I think you meant to say "...when essentially all cars were stick shift" at the end there.
Aye. I blame being tired. I wrote that while on sleep meds waiting to finally get tired enough to sleep!
Cars today are much more complicated under the hood, no argument there. Impressively little of that added complication translates to the driver experience, however, which if anything is considerably less complicated than back in the day.
There's the disagreement: modern D&D still makes that initial hurdle just as complex, only that complexity has been somewhat shifted from in-play complexity to char-gen or char-build complexity.
I disagree--flatly. THAC0 complexity crops up every single time you have to make an attack. Five obscure ridiculous save categories crop up nearly every time you need to make a save or induce a save.
Having the complexity tied only to character creation (and, with 5e at least, relatively reduced for 1st-level characters) means, yes, there is a hurdle, but it's in ONE place, and once you're done with it, you focus most heavily on the mechanics that are now dramatically simplified.
Yes, there is complexity, but it is contained. It can be dealt with in a single session every few weeks when characters level up. Once that's done, however? You focus almost entirely on the streamlined, simplified, and most importantly
highly consistent mechanics. That, that lone single thing, is already a huge boon that completely goes against the grain of old school design, where you need at least four different dice just for resolving stuff (d6, d20, d100, and occasionally d12, IIRC?)--and the resolution methods are all over the map, roll over in some places and roll under in others, modifiers might apply or might not apply, whether a penalty or a bonus is a positive or negative number
constantly varies (roll-under, a bonus is negative--you want to roll small numbers; descending AC a bonus is also negative, but
written as a positive, e.g. a +4 weapon
subtracts 4 from your THAC0, a +2 armor
decreases your AC by a further 2), etc., etc.

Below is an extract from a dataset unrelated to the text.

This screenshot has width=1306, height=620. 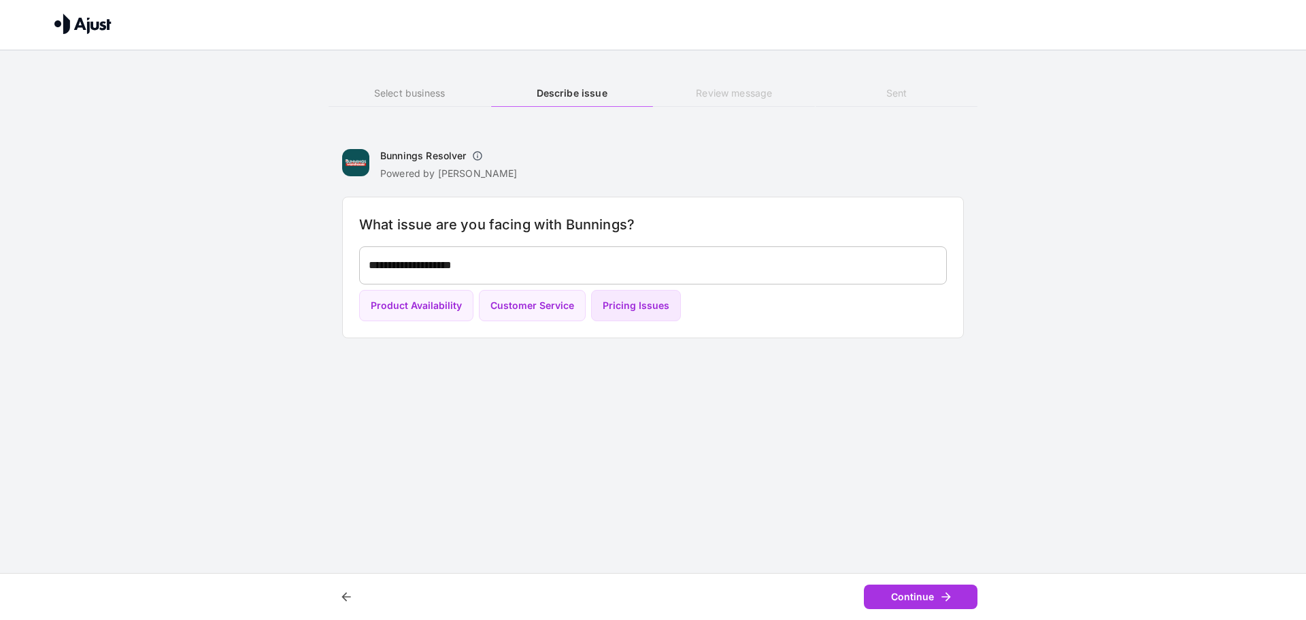 I want to click on img: Ajust, so click(x=83, y=24).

Removing this needless complexity from the actual, minute-to-minute play of D&D is a significant savings, and matters a LOT more than the once-a-month "okay, time to level up" or once-a-campaign "alright, time to put together a character" moments. Yes, those things are complex, and yes, it is useful to find ways to mitigate or manage or distribute that complexity helpfully. But shifting the complexity to only-sometimes stuff, while making the
base game simpler to actually play? Absolutely an improvement.
There's a reason a lot of OSR games nick contemporary-design mechanics on this front. It actually does make playing the game easier.